Ottiwell Simmons (1933-2023): labour icon and political leader
An iconic Bermuda Industrial Union president credited for his part in greatly changing the island’s sociopolitical landscape was motivated by his own life experiences.
Ottiwell Simmons, known as Ottie, led the BIU during some of the most tumultuous episodes in Bermuda’s history, including the general strike of 1981.
Born in June 1933, he was raised in North Village, Pembroke, near Government Gate, one of seven children to Olaf and Audrey Simmons.
Early education included lessons at the North Village Bandroom school and The Central School (now Victor Scott Primary School).
His father and grandfather, Ambrose Simmons, ran a painting business together.
Men from the neighbourhood would often gather at Ambrose’s shop in the evening and, from the age of 10, Mr Simmons loved listening to them.
He recalled in 2019: “They would fuss and argue and debate about world affairs.
“They would talk about the war. The world was at war fighting for world domination.”
He was inspired to start reading all he could about racism and world events.
One day, E.F. Gordon, then the president of the BIU, gave a speech at Bernard Park.
“That settled with me in my heart and soul,” Mr Simmons said.
He also remembered how, at 17, he tried to take a girlfriend to the Island Theatre on Wesley Street, where he became part of a long queue outside with only a few seats left indoors when it started raining.

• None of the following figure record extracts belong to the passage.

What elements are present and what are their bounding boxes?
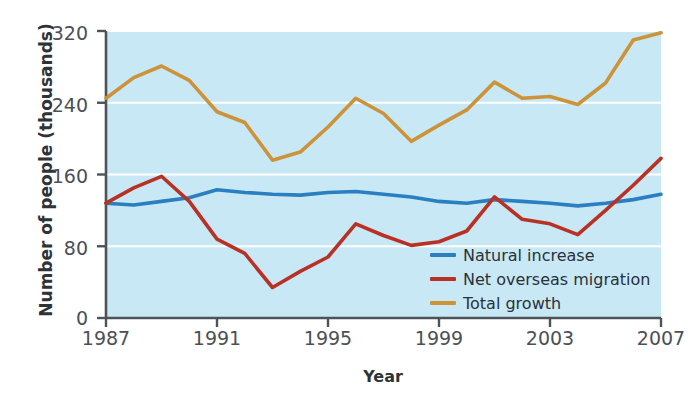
x-tick-label: 1991 <box>177 327 257 349</box>
legend-item: Total growth <box>430 291 650 315</box>
legend-label: Natural increase <box>463 246 595 265</box>
y-tick-label: 240 <box>28 96 88 115</box>
legend-item: Net overseas migration <box>430 267 650 291</box>
chart-legend: Natural increase Net overseas migration … <box>430 243 650 315</box>
x-tick-label: 2003 <box>510 327 590 349</box>
legend-swatch-net-overseas-migration <box>430 277 456 281</box>
y-tick-label: 160 <box>28 167 88 186</box>
x-tick-label: 1995 <box>288 327 368 349</box>
legend-label: Net overseas migration <box>463 270 650 289</box>
x-axis-title: Year <box>105 367 661 386</box>
legend-item: Natural increase <box>430 243 650 267</box>
legend-swatch-natural-increase <box>430 253 456 257</box>
legend-label: Total growth <box>463 294 561 313</box>
x-tick-label: 1999 <box>399 327 479 349</box>
x-tick-label: 1987 <box>66 327 146 349</box>
legend-swatch-total-growth <box>430 301 456 305</box>
y-tick-label: 0 <box>28 309 88 328</box>
x-tick-label: 2007 <box>621 327 689 349</box>
y-tick-label: 80 <box>28 239 88 258</box>
y-tick-label: 320 <box>28 24 88 43</box>
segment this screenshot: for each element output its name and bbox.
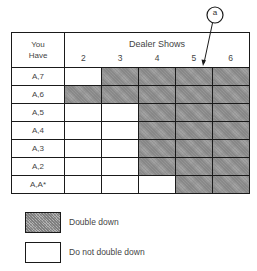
legend-blank-label: Do not double down [69,247,145,257]
table-row: A,4 [12,122,250,140]
double-down-cell [139,140,176,158]
dealer-card-labels: 2 3 4 5 6 [65,53,249,63]
double-down-cell [213,68,250,86]
hand-label: A,3 [12,140,65,158]
table-row: A,A* [12,176,250,194]
callout-label: a [207,8,223,17]
table-row: A,2 [12,158,250,176]
no-double-cell [65,140,102,158]
double-down-cell [176,122,213,140]
double-down-cell [139,158,176,176]
no-double-cell [65,104,102,122]
legend-shaded-label: Double down [69,217,119,227]
legend-blank-swatch [25,242,61,263]
double-down-cell [65,86,102,104]
hand-label: A,6 [12,86,65,104]
table-row: A,5 [12,104,250,122]
table-row: A,6 [12,86,250,104]
double-down-cell [176,86,213,104]
no-double-cell [65,122,102,140]
hand-label: A,7 [12,68,65,86]
no-double-cell [139,176,176,194]
dealer-shows-header: Dealer Shows 2 3 4 5 6 [65,33,250,68]
double-down-cell [213,140,250,158]
no-double-cell [65,68,102,86]
double-down-cell [139,104,176,122]
double-down-cell [102,86,139,104]
no-double-cell [65,158,102,176]
no-double-cell [102,104,139,122]
double-down-cell [102,68,139,86]
no-double-cell [102,122,139,140]
no-double-cell [102,176,139,194]
you-have-header: You Have [12,33,65,68]
hand-label: A,4 [12,122,65,140]
hand-label: A,5 [12,104,65,122]
no-double-cell [102,140,139,158]
double-down-cell [213,122,250,140]
double-down-cell [213,176,250,194]
double-down-cell [176,140,213,158]
double-down-cell [213,158,250,176]
double-down-cell [213,104,250,122]
legend-shaded-swatch [25,212,61,233]
double-down-cell [139,68,176,86]
double-down-cell [176,104,213,122]
no-double-cell [65,176,102,194]
double-down-cell [176,176,213,194]
double-down-cell [213,86,250,104]
hand-label: A,A* [12,176,65,194]
double-down-cell [176,68,213,86]
no-double-cell [102,158,139,176]
hand-label: A,2 [12,158,65,176]
table-row: A,7 [12,68,250,86]
double-down-cell [139,122,176,140]
double-down-table: You Have Dealer Shows 2 3 4 5 6 A,7A,6A,… [11,32,250,194]
table-row: A,3 [12,140,250,158]
double-down-cell [176,158,213,176]
header-row: You Have Dealer Shows 2 3 4 5 6 [12,33,250,68]
dealer-shows-title: Dealer Shows [65,39,249,49]
double-down-cell [139,86,176,104]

Mr Simmons said: “A guy came out and pointed to two people behind me.
“They were White. Everyone else standing there was Black.”
The theatre employee left the others out in the rain. The injustice stayed with Mr Simmons.
“This was unfair,” he said. “I thought, ‘I can’t take this. It is not right. Things should be fair for all people’.”
At 20, as a waiter at Coral Island Club, he tried to stage a walkout because of the hotel’s treatment of Black customers. The attempt was unsuccessful — his colleagues balked at the last minute — but he had stood up against injustice for the first time.
When the theatres were eventually desegregated on July 2, 1959, Mr Simmons refused to support them.
He was wholeheartedly behind BIU plans to start its own cinema and was on the committee that helped to build the Liberty Theatre on Union Street.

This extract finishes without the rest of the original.